Ending Genderism would be distinct from Sexism in that ending Genderism wouldn't be an attack on the fundamental aspects of sex but rather liberate men and women and allow them to be themselves and allow them to be a little more free to pursue their own interests irrespective of how we view such things on a linear masculine and feminine spectrum. Men could be carers more comfortably as they're equipped for such roles biologically but not socially and women could more comfortably take more leadership roles outside of the home.

These folk have pretty much done away with Foucault or simply appropriated him. Foucault grounded his social critique in a larger social-ideological reality and gave a hell of a lot more credence to actual historic justifications than most new historians do today. He wasn't so interested in a grand narrative of historic truth but rather the little threads of historic consequence and the effects they had. So while he was happy for history to be constantly challenged he was no a relativist. Certainly not be today's measure where identity politics is king and where everyone interpretation is up for critique and rendered meaningless by it's origins.

I first thought that the relatively recent trans-racial/trans-gender paradigm was just some hydra-headed variant of the deconstruction meme, and it probably is, because it leads to some more -isms which the cultural Marxists can add to their various wars and battles (for job security) and their relentless search for victims and the O-pressed.

But I am inclined to be cynical in my old age and when in doubt I follow the money trail - which led me to Bruce Jenner and Rachel Dolezal - as a poster mentioned above.

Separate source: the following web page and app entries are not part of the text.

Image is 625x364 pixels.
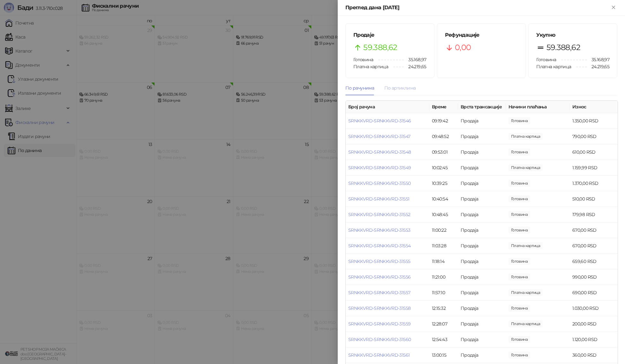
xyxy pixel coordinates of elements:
td: Продаја [458,300,506,316]
span: 0,00 [455,42,471,54]
a: SRNKKVRD-SRNKKVRD-31561 [348,352,409,358]
span: 2.050,00 [508,117,530,124]
td: Продаја [458,160,506,175]
td: 11:03:28 [429,238,458,254]
span: 1.120,00 [508,336,530,343]
td: 12:15:32 [429,300,458,316]
a: SRNKKVRD-SRNKKVRD-31548 [348,149,410,155]
td: 10:40:54 [429,191,458,207]
td: Продаја [458,175,506,191]
td: 11:57:10 [429,285,458,300]
span: 1.010,00 [508,149,530,156]
td: Продаја [458,238,506,254]
span: 1.159,99 [508,164,543,171]
td: 790,00 RSD [570,129,617,144]
td: 1.030,00 RSD [570,300,617,316]
td: Продаја [458,207,506,223]
h5: Продаје [353,31,426,39]
td: 670,00 RSD [570,223,617,238]
a: SRNKKVRD-SRNKKVRD-31547 [348,134,410,139]
td: 10:02:45 [429,160,458,175]
td: Продаја [458,144,506,160]
td: 659,60 RSD [570,254,617,269]
td: Продаја [458,269,506,285]
span: 24.219,65 [587,63,609,70]
a: SRNKKVRD-SRNKKVRD-31546 [348,118,410,124]
span: 35.168,97 [404,56,426,63]
td: 11:18:14 [429,254,458,269]
span: 1.000,00 [508,351,530,359]
th: Начини плаћања [506,101,570,113]
td: 09:53:01 [429,144,458,160]
span: 1.000,00 [508,226,530,234]
td: 12:28:07 [429,316,458,332]
span: 200,00 [508,211,530,218]
td: 670,00 RSD [570,238,617,254]
td: 10:39:25 [429,175,458,191]
a: SRNKKVRD-SRNKKVRD-31553 [348,228,410,233]
a: SRNKKVRD-SRNKKVRD-31560 [348,337,410,343]
td: Продаја [458,129,506,144]
a: SRNKKVRD-SRNKKVRD-31558 [348,305,410,311]
td: 200,00 RSD [570,316,617,332]
td: 690,00 RSD [570,285,617,300]
span: Готовина [353,57,373,62]
div: Преглед дана [DATE] [345,4,610,12]
th: Време [429,101,458,113]
td: 12:54:43 [429,332,458,348]
a: SRNKKVRD-SRNKKVRD-31552 [348,212,410,218]
a: SRNKKVRD-SRNKKVRD-31551 [348,196,409,202]
a: SRNKKVRD-SRNKKVRD-31555 [348,259,410,264]
td: 11:21:00 [429,269,458,285]
th: Број рачуна [346,101,429,113]
td: 1.350,00 RSD [570,113,617,129]
h5: Укупно [536,31,609,39]
td: 10:48:45 [429,207,458,223]
div: По артиклима [384,84,415,92]
button: Close [610,4,617,12]
td: 610,00 RSD [570,144,617,160]
td: 13:00:15 [429,348,458,363]
div: По рачунима [345,84,374,92]
td: Продаја [458,332,506,348]
span: 2.000,00 [508,180,530,187]
span: Готовина [536,57,556,62]
td: 1.120,00 RSD [570,332,617,348]
span: 35.168,97 [587,56,609,63]
td: 1.159,99 RSD [570,160,617,175]
td: Продаја [458,223,506,238]
td: Продаја [458,254,506,269]
td: Продаја [458,285,506,300]
a: SRNKKVRD-SRNKKVRD-31557 [348,290,410,295]
td: 990,00 RSD [570,269,617,285]
a: SRNKKVRD-SRNKKVRD-31549 [348,165,410,170]
h5: Рефундације [445,31,518,39]
a: SRNKKVRD-SRNKKVRD-31559 [348,321,410,327]
a: SRNKKVRD-SRNKKVRD-31556 [348,274,410,280]
span: 59.388,62 [547,42,580,54]
span: 1.000,00 [508,258,530,265]
td: Продаја [458,348,506,363]
span: 2.000,00 [508,274,530,281]
span: 59.388,62 [363,42,397,54]
th: Врста трансакције [458,101,506,113]
td: 09:19:42 [429,113,458,129]
span: Платна картица [536,64,571,70]
td: 09:48:52 [429,129,458,144]
span: 670,00 [508,242,543,249]
td: Продаја [458,113,506,129]
span: 790,00 [508,133,543,140]
td: 1.370,00 RSD [570,175,617,191]
a: SRNKKVRD-SRNKKVRD-31550 [348,180,410,186]
td: 510,00 RSD [570,191,617,207]
span: Платна картица [353,64,388,70]
span: 2.000,00 [508,305,530,312]
a: SRNKKVRD-SRNKKVRD-31554 [348,243,410,249]
span: 200,00 [508,320,543,327]
th: Износ [570,101,617,113]
td: Продаја [458,191,506,207]
span: 1.010,00 [508,195,530,202]
span: 24.219,65 [404,63,426,70]
td: 360,00 RSD [570,348,617,363]
td: 11:00:22 [429,223,458,238]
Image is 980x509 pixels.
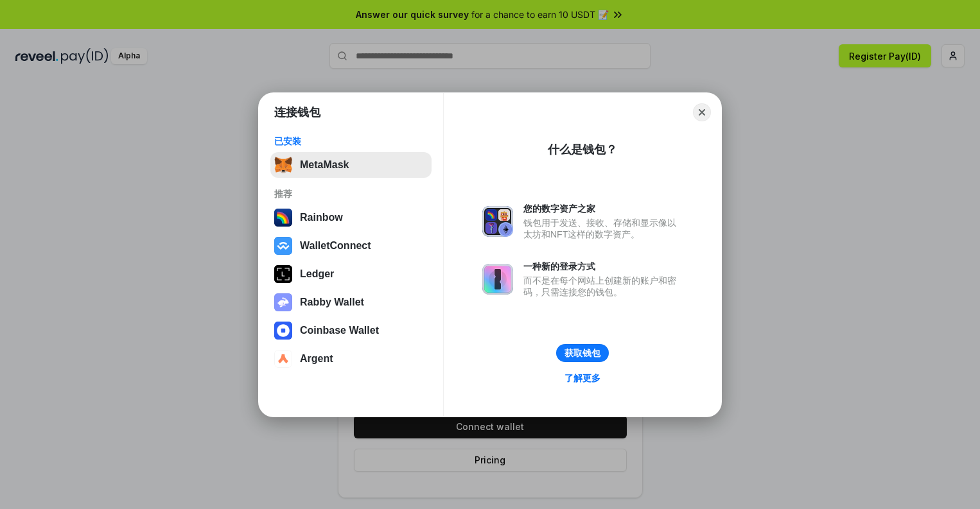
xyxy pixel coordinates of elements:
button: MetaMask [270,152,432,178]
div: 钱包用于发送、接收、存储和显示像以太坊和NFT这样的数字资产。 [524,217,683,240]
div: 而不是在每个网站上创建新的账户和密码，只需连接您的钱包。 [524,275,683,298]
img: svg+xml,%3Csvg%20xmlns%3D%22http%3A%2F%2Fwww.w3.org%2F2000%2Fsvg%22%20fill%3D%22none%22%20viewBox... [482,206,513,237]
img: svg+xml,%3Csvg%20xmlns%3D%22http%3A%2F%2Fwww.w3.org%2F2000%2Fsvg%22%20width%3D%2228%22%20height%3... [274,265,292,284]
button: Argent [270,346,432,372]
div: 获取钱包 [565,347,600,359]
img: svg+xml,%3Csvg%20fill%3D%22none%22%20height%3D%2233%22%20viewBox%3D%220%200%2035%2033%22%20width%... [274,156,292,174]
a: 了解更多 [557,370,608,386]
button: Rabby Wallet [270,289,432,315]
div: Coinbase Wallet [300,325,379,337]
div: 您的数字资产之家 [524,203,683,215]
div: Rainbow [300,212,343,224]
div: 了解更多 [565,373,600,384]
img: svg+xml,%3Csvg%20xmlns%3D%22http%3A%2F%2Fwww.w3.org%2F2000%2Fsvg%22%20fill%3D%22none%22%20viewBox... [482,264,513,295]
div: Rabby Wallet [300,297,364,308]
button: Rainbow [270,205,432,230]
h1: 连接钱包 [274,105,321,120]
div: MetaMask [300,160,349,170]
img: svg+xml,%3Csvg%20width%3D%22120%22%20height%3D%22120%22%20viewBox%3D%220%200%20120%20120%22%20fil... [274,209,292,226]
button: Ledger [270,261,432,287]
button: Coinbase Wallet [270,317,432,344]
img: svg+xml,%3Csvg%20width%3D%2228%22%20height%3D%2228%22%20viewBox%3D%220%200%2028%2028%22%20fill%3D... [274,350,292,368]
button: Close [693,104,711,121]
div: 已安装 [274,135,428,147]
div: 一种新的登录方式 [524,260,683,272]
img: svg+xml,%3Csvg%20width%3D%2228%22%20height%3D%2228%22%20viewBox%3D%220%200%2028%2028%22%20fill%3D... [274,237,292,254]
button: WalletConnect [270,233,432,258]
button: 获取钱包 [557,344,609,362]
div: 什么是钱包？ [548,142,618,158]
div: 推荐 [274,188,428,199]
div: Argent [300,353,333,365]
img: svg+xml,%3Csvg%20width%3D%2228%22%20height%3D%2228%22%20viewBox%3D%220%200%2028%2028%22%20fill%3D... [274,321,292,340]
img: svg+xml,%3Csvg%20xmlns%3D%22http%3A%2F%2Fwww.w3.org%2F2000%2Fsvg%22%20fill%3D%22none%22%20viewBox... [274,293,292,312]
div: WalletConnect [300,240,371,252]
div: Ledger [300,268,334,280]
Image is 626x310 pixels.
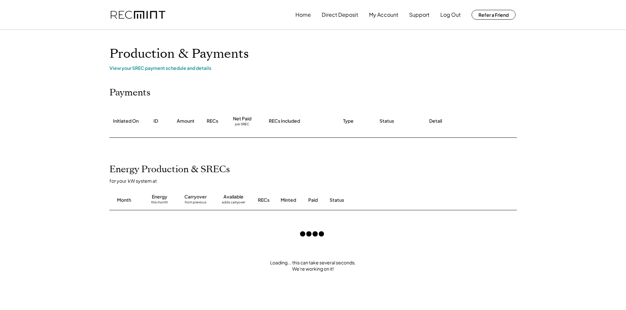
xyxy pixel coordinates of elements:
[177,118,194,124] div: Amount
[429,118,442,124] div: Detail
[109,65,517,71] div: View your SREC payment schedule and details
[151,200,168,207] div: this month
[235,122,249,127] div: per SREC
[113,118,139,124] div: Initiated On
[153,118,158,124] div: ID
[207,118,218,124] div: RECs
[103,260,523,273] div: Loading... this can take several seconds. We're working on it!
[322,8,358,21] button: Direct Deposit
[440,8,461,21] button: Log Out
[111,11,165,19] img: recmint-logotype%403x.png
[109,46,517,62] h1: Production & Payments
[152,194,167,200] div: Energy
[222,200,245,207] div: adds carryover
[379,118,394,124] div: Status
[471,10,515,20] button: Refer a Friend
[223,194,243,200] div: Available
[185,200,206,207] div: from previous
[233,116,251,122] div: Net Paid
[409,8,429,21] button: Support
[308,197,318,204] div: Paid
[281,197,296,204] div: Minted
[329,197,441,204] div: Status
[258,197,269,204] div: RECs
[269,118,300,124] div: RECs Included
[184,194,207,200] div: Carryover
[109,178,523,184] div: for your kW system at
[369,8,398,21] button: My Account
[109,164,230,175] h2: Energy Production & SRECs
[295,8,311,21] button: Home
[343,118,353,124] div: Type
[117,197,131,204] div: Month
[109,87,150,99] h2: Payments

This blurring of boundaries also has connotations of some kind of fin-de-siècle degeneracy reminiscent of the Roman Empire in its declining years, with its moral decadence - I mean, treating race/gender as some kind of à la carte option is certainly decadent in the true dictionary definition. It's hard to see the envelope being pushed so far in a TW country where the genders do actually have a role to play and the "liberation" of men and women from their traditional linear roles would be viewed as some kind of far-fetched academic conceit (or possibly by some pithier adjective).

And that observation could be extrapolated by saying that where the genders have an established cultural role to perform, sexism does not exist: sexism only exists when there is competition between the sexes/genders. This may explain why the current perception of sexism now was not an issue 50 years ago for those living in that period (which would include me).
 
And that observation could be extrapolated by saying that where the genders have an established cultural role to perform, sexism does not exist: sexism only exists when there is competition between the sexes/genders. This may explain why the current perception of sexism now was not an issue 50 years ago for those living in that period (which would include me).

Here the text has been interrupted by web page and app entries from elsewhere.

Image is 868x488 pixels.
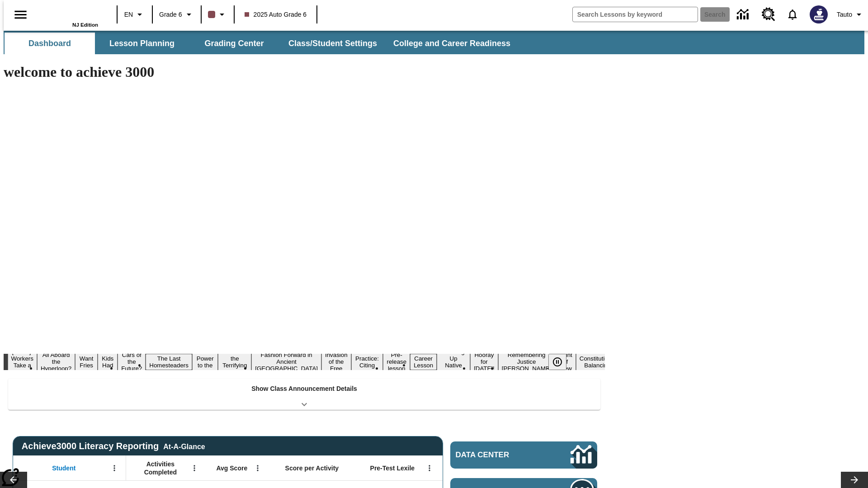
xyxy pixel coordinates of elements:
span: Data Center [455,450,540,459]
button: Slide 16 Remembering Justice O'Connor [498,350,555,373]
button: Open Menu [423,461,436,475]
button: Slide 2 All Aboard the Hyperloop? [37,350,75,373]
button: Dashboard [5,32,95,54]
button: Slide 15 Hooray for Constitution Day! [470,350,498,373]
button: Slide 6 The Last Homesteaders [145,354,192,369]
button: Lesson carousel, Next [841,471,868,488]
button: Language: EN, Select a language [120,6,149,23]
span: Activities Completed [131,459,190,476]
input: search field [573,7,698,21]
button: Slide 3 Do You Want Fries With That? [75,340,97,383]
button: Slide 12 Pre-release lesson [383,350,410,373]
button: Slide 5 Cars of the Future? [117,350,145,373]
div: Pause [548,354,576,369]
a: Notifications [781,3,804,26]
div: SubNavbar [4,30,864,54]
div: At-A-Glance [163,441,204,450]
button: Open Menu [108,461,121,475]
p: Show Class Announcement Details [252,384,357,393]
button: Open side menu [7,1,34,28]
div: Show Class Announcement Details [8,379,600,410]
span: Tauto [837,10,852,19]
button: Slide 14 Cooking Up Native Traditions [437,347,470,377]
button: Pause [548,354,566,369]
span: EN [124,10,133,19]
button: Open Menu [251,461,265,475]
button: Profile/Settings [833,6,868,23]
button: Grading Center [189,32,280,54]
button: Slide 13 Career Lesson [410,354,437,369]
span: Achieve3000 Literacy Reporting [21,441,205,451]
h1: welcome to achieve 3000 [4,64,605,80]
button: Slide 10 The Invasion of the Free CD [321,343,351,380]
button: Slide 9 Fashion Forward in Ancient Rome [252,350,321,373]
button: Slide 18 The Constitution's Balancing Act [576,347,619,377]
button: Class/Student Settings [281,32,384,54]
button: Lesson Planning [97,32,187,54]
button: Slide 11 Mixed Practice: Citing Evidence [351,347,383,377]
span: Student [52,464,75,472]
button: Select a new avatar [804,3,833,26]
button: Slide 1 Labor Day: Workers Take a Stand [8,347,37,377]
span: Avg Score [216,464,247,472]
button: Slide 4 Dirty Jobs Kids Had To Do [97,340,117,383]
button: Slide 8 Attack of the Terrifying Tomatoes [218,347,252,377]
button: College and Career Readiness [386,32,518,54]
span: Pre-Test Lexile [370,464,415,472]
span: Score per Activity [285,464,339,472]
button: Grade: Grade 6, Select a grade [155,6,198,23]
a: Resource Center, Will open in new tab [757,2,781,27]
img: Avatar [810,6,828,23]
button: Slide 7 Solar Power to the People [192,347,218,377]
a: Data Center [731,2,757,27]
button: Open Menu [188,461,201,475]
a: Home [39,4,98,22]
span: 2025 Auto Grade 6 [245,10,307,19]
div: Home [39,4,98,28]
button: Class color is dark brown. Change class color [204,6,231,23]
span: Grade 6 [159,10,182,19]
div: SubNavbar [4,32,519,54]
a: Data Center [451,442,597,468]
span: NJ Edition [73,22,98,28]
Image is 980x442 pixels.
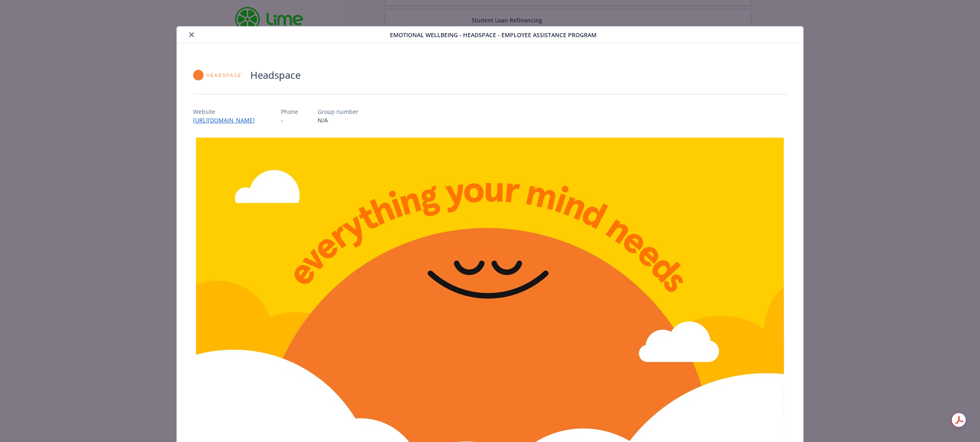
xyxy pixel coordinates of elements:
p: Website [193,107,262,116]
img: Headspace [193,63,242,87]
p: - [281,116,298,125]
p: N/A [318,116,359,125]
p: Group number [318,107,359,116]
h2: Headspace [250,68,301,82]
button: close [186,30,197,40]
span: Emotional Wellbeing - Headspace - Employee Assistance Program [390,31,596,39]
a: [URL][DOMAIN_NAME] [193,117,262,124]
p: Phone [281,107,298,116]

So you're saying that sexism only exists in cultures with the wriggle room to allow equality to exist as a possibile outcome? Say the Taliban take Kabul and again rule Afghanistan, and in doing so iron out a female role in that society that bars them from education and work outside the home. Now because women have only an extremely narrow range of options beyond which all becomes death by stoning would you say that particular society has successfully erased sexism as an issue?

Technically I'd say you're right but I think the greater wrong here would be denying equality. If equality creates issues so be it, in my opinion.